Some environmen­talists reacted with skepticism Wednesday to Newsom’s executive order because it did not deal with oil production.

“It leaves out the other half of the equation. No climate policy can succeed unless it limits the amount of fossil fuels that are produced,” said Kassie Siegel, director of the Center for Biological Diversity’s Climate Law Institute. The center announced this week its intent to sue California over well permits that it says have been issued without proper environmen­tal review.

Siegel said the ban on new gaspowered vehicles is a necessary step, but a target date of 2035 is still too slow to get California to its goal of carbon neutrality by 2045.

Delia Ridge Creamer, an organizer for Sunrise Bay Area, an advocacy group, said Newsom should immediatel­y stop issuing permits that allow companies to drill new oil and gas wells.

“It’s a grand show,” Ridge Creamer said. “But if you look at the actual executive order, it doesn’t meet the scale of the moment.”

Newsom said his order would accelerate California’s transition away from fossil fuels. He said he would ask the Legislatur­e to pass a law ending the issuance by 2024 of new permits for hydraulic fracturing, the natural gas extraction method also known as fracking, which releases large amounts of carbon dioxide and another greenhouse gas, methane.

Earlier this summer, California adopted a firstinthe­nation requiremen­t that would mandate that automakers begin selling zeroemissi­on big rigs starting in 2024 and would force most new trucks to go emissionsf­ree by 2035.

Newsom has also struck deals with five car companies — BMW, Ford, Honda, Volkswagen and Volvo — to boost the fuel efficiency of their new models above federal targets.

After Newsom announced an agreement with the first four automakers last summer, the Trump administra­tion moved to revoke a waiver that has given the state the ability under the Clean Air Act to set stricter emissions standards on vehicles for nearly five decades.
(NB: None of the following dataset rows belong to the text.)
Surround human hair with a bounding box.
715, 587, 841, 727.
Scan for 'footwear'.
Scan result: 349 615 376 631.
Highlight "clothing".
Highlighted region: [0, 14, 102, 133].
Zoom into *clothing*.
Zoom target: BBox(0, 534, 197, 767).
California immediatel­y filed suit to retain the waiver.

If the courts side with the federal government, California would lose the authority it has relied on for many of its leading climate policies, including Newsom’s latest executive order banning the sale of new gaspowered vehicles after 2035.
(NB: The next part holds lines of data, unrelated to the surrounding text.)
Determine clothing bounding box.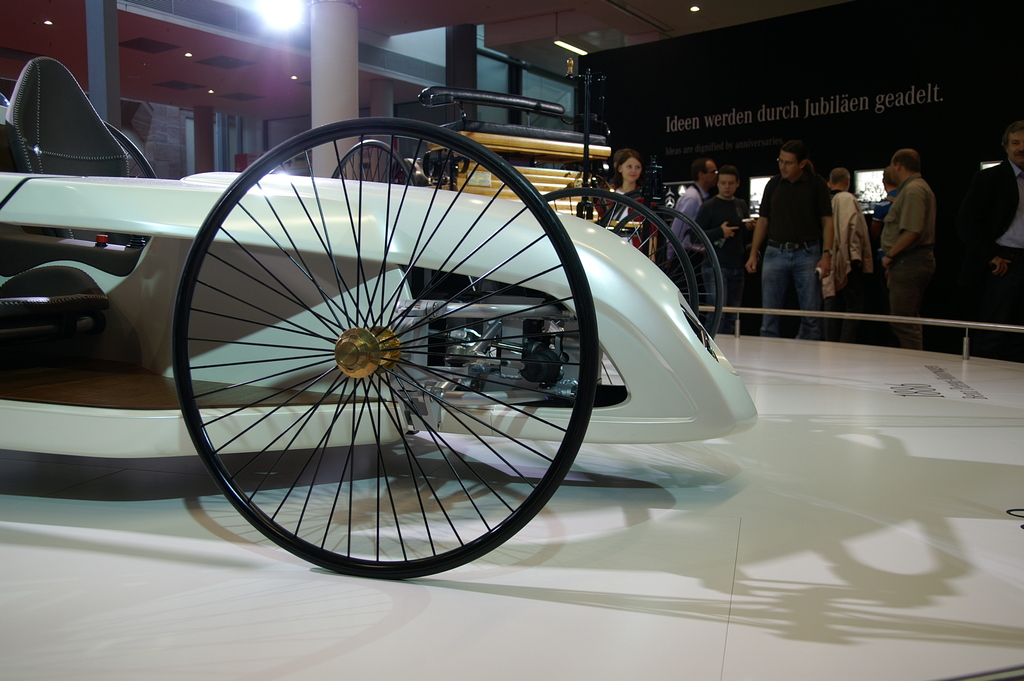
Determined: [979,162,1023,296].
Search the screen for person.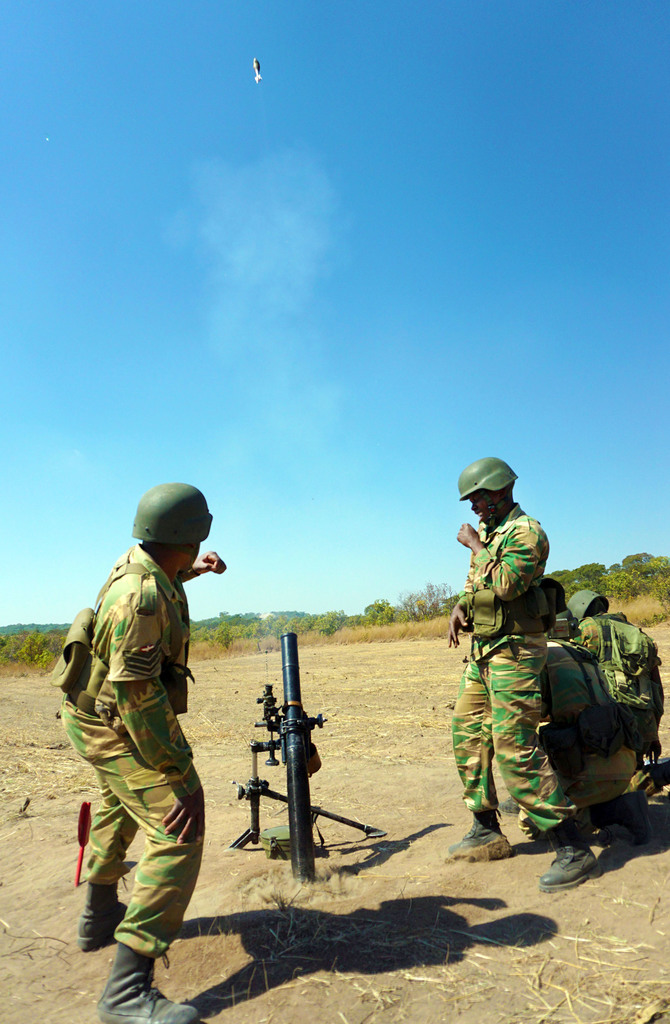
Found at {"x1": 571, "y1": 584, "x2": 655, "y2": 769}.
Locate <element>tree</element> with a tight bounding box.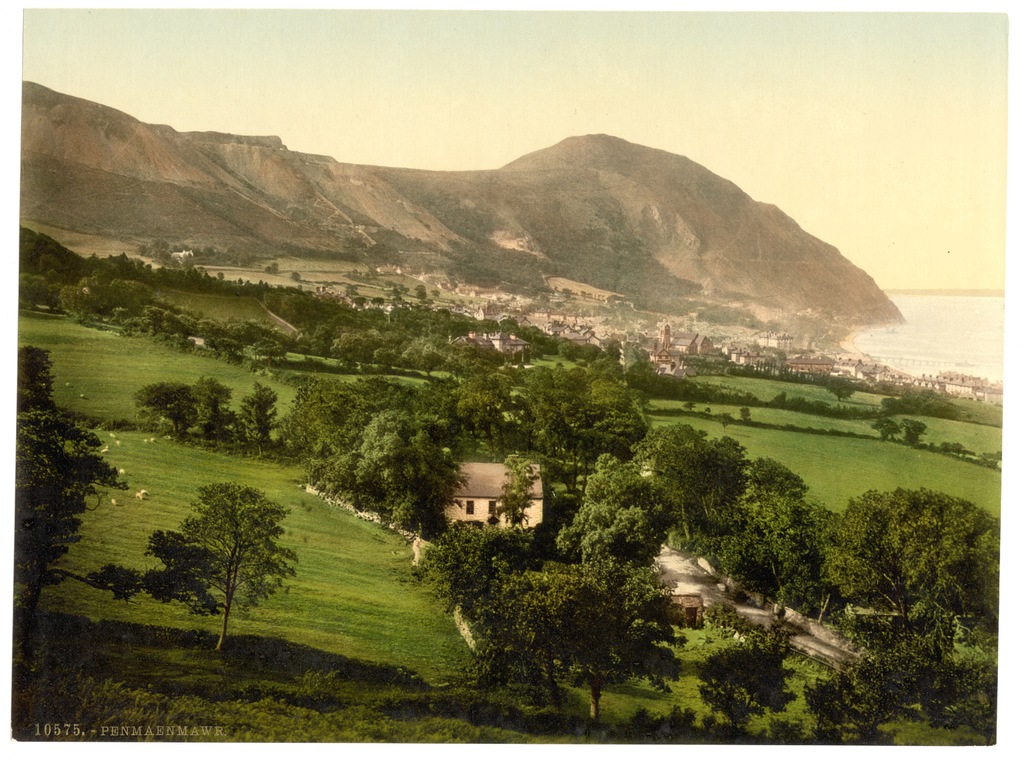
[728,464,820,627].
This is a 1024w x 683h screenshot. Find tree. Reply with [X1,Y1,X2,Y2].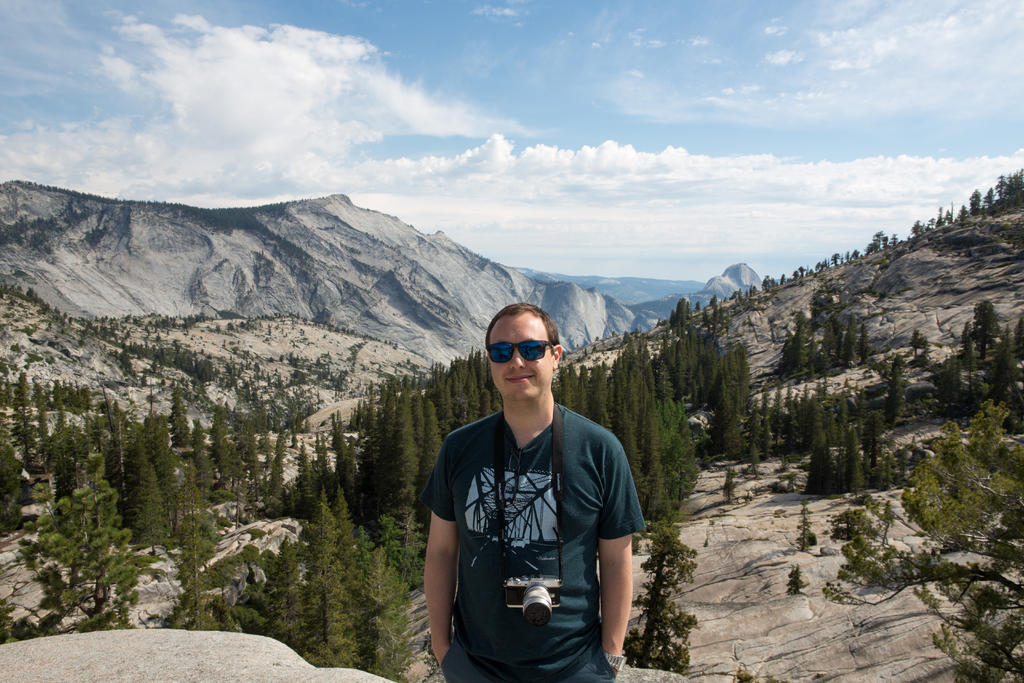
[419,632,442,679].
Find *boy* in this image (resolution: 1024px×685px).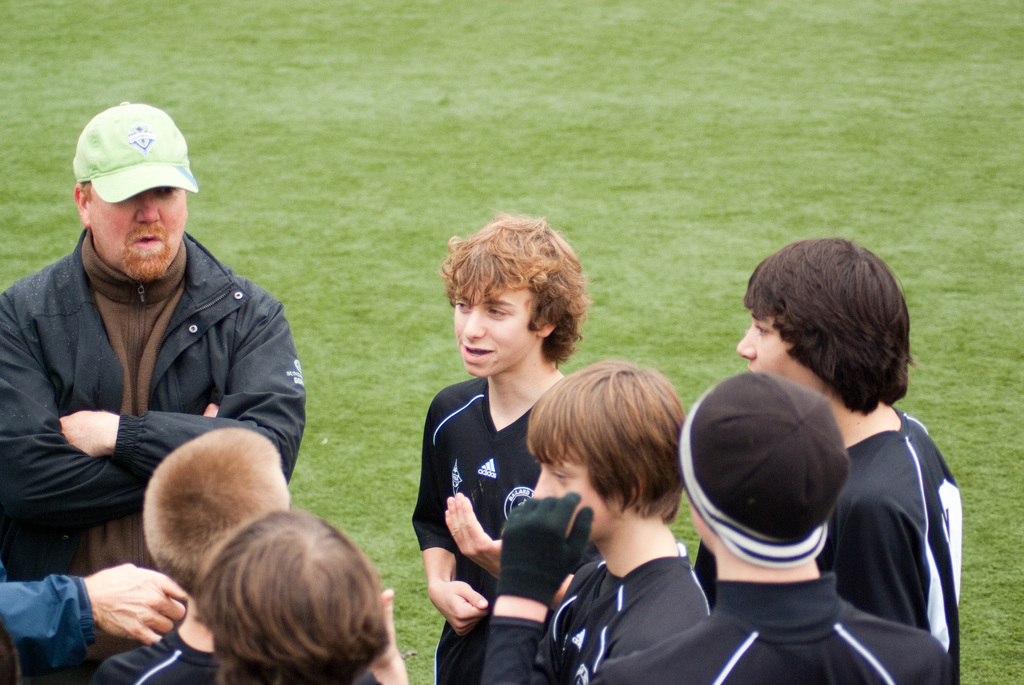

The governor said he neverthele­ss opted not to pursue the ban through the Legislatur­e because “this moment demands leadership and demands movement.”

Democratic lawmakers largely praised Newsom’s order, but some Republican­s, who make up a super-minority of both houses, slammed him for circumvent­ing the legislativ­e process. Senate Republican leader Shannon Grove of Bakersfiel­d, a major oilproduci­ng region of the state, said Newsom’s “extremist policies” would destroy jobs, further strain the state’s electric grid and drive up energy costs for millions of California­ns already living in poverty.

 ?? Daniel Kim / Sacramento Bee ?? Gov. Gavin Newsom announces his order to ban sales of new gaspowered cars by 2035 at Cal Expo in Sacramento.
Daniel Kim / Sacramento Bee Gov. Gavin Newsom announces his order to ban sales of new gaspowered cars by 2035 at Cal Expo in Sacramento.